One of my favorite moments of this year's Overnight was having the privilege to meet Melissa d'Arabian, [Food Network] television host and author of Ten Dollar Dinners. She, too, lost her mom to suicide while in college. When I met her backstage, she welcomed me with a warm hug and we bonded instantly. Like many other walkers, we shared stories about our mothers and our experiences with coping with losing a mom to suicide. Melissa is now a role model to me—she carried on, pursuing her passion of cooking and became a wonderful mother to four girls. With her bubbly personality and sheer determination, Melissa has become a public voice for those who struggle on a daily basis and those who have lost their loved ones to suicide, showing us a ray of light amidst darkness.

Like Melissa, I will always walk and be a voice for my mom. Hayley wrote a beautiful piece about my mother for our fundraising page, and she captured who my mom truly was: a vibrant, beautiful, and loving woman. She was the best cook anyone had encountered, she played the piano beautifully, and most of all, she had the voice of an angel. She was also an incredible mother to my brother and I. I am profoundly deaf and use sign language interpreters at school. When my parents found out that I was deaf, she labored with so much love and determination to teach me sign language, and eventually, how to talk. If it weren't for her, I would have never ended up where I am today, the only deaf student at Johns Hopkins University.

I am often asked how we managed to raise over $25,000 for the two Overnights. It was because of who she was. A vibrant, beautiful, and loving woman. This is why I participate in the Overnight and will continue to do so. I volunteer for AFSP as a field advocate, pushing for change on Capitol Hill.

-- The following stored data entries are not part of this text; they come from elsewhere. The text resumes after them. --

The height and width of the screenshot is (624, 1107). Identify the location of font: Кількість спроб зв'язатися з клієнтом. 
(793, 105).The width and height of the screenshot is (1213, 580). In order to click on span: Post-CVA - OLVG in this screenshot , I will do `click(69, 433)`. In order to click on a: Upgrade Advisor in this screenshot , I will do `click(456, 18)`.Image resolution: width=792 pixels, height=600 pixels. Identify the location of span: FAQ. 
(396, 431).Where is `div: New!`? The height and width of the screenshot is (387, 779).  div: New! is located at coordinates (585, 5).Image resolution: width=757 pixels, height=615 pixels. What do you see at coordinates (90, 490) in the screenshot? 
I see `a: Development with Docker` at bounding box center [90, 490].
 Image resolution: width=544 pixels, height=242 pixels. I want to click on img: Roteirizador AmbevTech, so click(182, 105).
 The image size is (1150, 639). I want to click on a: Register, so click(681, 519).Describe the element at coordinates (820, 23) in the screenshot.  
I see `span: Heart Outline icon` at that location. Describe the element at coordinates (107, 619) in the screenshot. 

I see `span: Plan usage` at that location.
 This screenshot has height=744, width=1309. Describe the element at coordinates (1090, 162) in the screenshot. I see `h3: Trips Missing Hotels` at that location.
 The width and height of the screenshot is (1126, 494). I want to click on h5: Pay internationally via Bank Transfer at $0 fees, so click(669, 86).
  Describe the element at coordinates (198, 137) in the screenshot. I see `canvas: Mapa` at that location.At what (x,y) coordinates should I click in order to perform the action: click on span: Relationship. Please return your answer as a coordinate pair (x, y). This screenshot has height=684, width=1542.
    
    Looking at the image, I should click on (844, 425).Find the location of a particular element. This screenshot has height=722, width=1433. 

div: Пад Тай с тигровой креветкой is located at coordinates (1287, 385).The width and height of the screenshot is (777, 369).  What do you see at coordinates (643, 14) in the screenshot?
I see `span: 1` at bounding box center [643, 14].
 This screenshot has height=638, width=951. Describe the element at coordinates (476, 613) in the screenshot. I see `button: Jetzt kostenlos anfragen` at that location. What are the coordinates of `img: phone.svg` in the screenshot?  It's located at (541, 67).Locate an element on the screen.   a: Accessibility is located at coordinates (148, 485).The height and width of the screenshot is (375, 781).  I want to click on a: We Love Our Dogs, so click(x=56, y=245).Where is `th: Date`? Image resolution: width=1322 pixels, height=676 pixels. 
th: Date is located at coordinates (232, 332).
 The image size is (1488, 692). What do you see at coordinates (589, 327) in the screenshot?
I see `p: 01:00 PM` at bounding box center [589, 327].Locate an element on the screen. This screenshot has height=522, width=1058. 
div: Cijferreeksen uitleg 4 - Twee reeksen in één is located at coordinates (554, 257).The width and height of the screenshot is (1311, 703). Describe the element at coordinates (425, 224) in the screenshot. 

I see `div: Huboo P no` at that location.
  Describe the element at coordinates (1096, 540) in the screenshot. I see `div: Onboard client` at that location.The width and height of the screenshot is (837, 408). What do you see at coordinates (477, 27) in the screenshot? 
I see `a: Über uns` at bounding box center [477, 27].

I participate in the fight to prevent suffering individuals from going through the struggle by themselves and to honor my mother by showing the person she was, fighting the stigma that is often attached with suicide. Like Melissa said, "my mom was an extraordinary woman whose end does not define her."

But I will always struggle with the loss of my mother, my confidante, my best friend. Her birthday will always be forever engrained in my mind, marking a year she missed with us, a year she didn't get to live her life. I will never forget her death anniversary either. The pain and thoughts she was feeling that day. How I never got to say goodbye. Why it had to happen on the day I was coming home, out of all days ... and how I will never know for the rest of my life.

Milestones will never be completely joyous; they will also be bittersweet. My mother just missed my brother's graduation from college. She will miss mine in a year. She will miss my graduation from graduate school, where I am planning to obtain a Master's in Public Health and hopefully save lives, all because of her. She will miss my wedding. She will miss becoming a grandmother, something that she had always dreamed of. She will miss my whole life.

Most of all, I will always be someone who has lost a loved one to suicide. A daughter without a mother. But I am not alone.

As we completed our walk at 5 a.m., we walked through a very long sidewalk that seemed to never end: we were surrounded by so many flickering luminarias in the dark, each to represent a lost loved one or one's ongoing struggle with suicide. I came across my mom's luminaria. I stood there, looking down at her smiling photo. I felt a deep loneliness with her no longer here with me. I broke down into tears and sat down next to her, alone, amongst passers-by. After a few moments, I realized, I am not alone. I am surrounded by thousands of others who are all bonded by the same mission: to bring the light out of the darkness. Others have also experienced the grief, confusion, and pain that my family and I went and still go through. Others have also experienced the struggle and suffering that my mom went through. I was not alone.

I stood up with a new strength. And I turned around, to see Michel duCille, three-time photography recipient of the Pulitzer Prize from the Washington Post. He had captured my moment.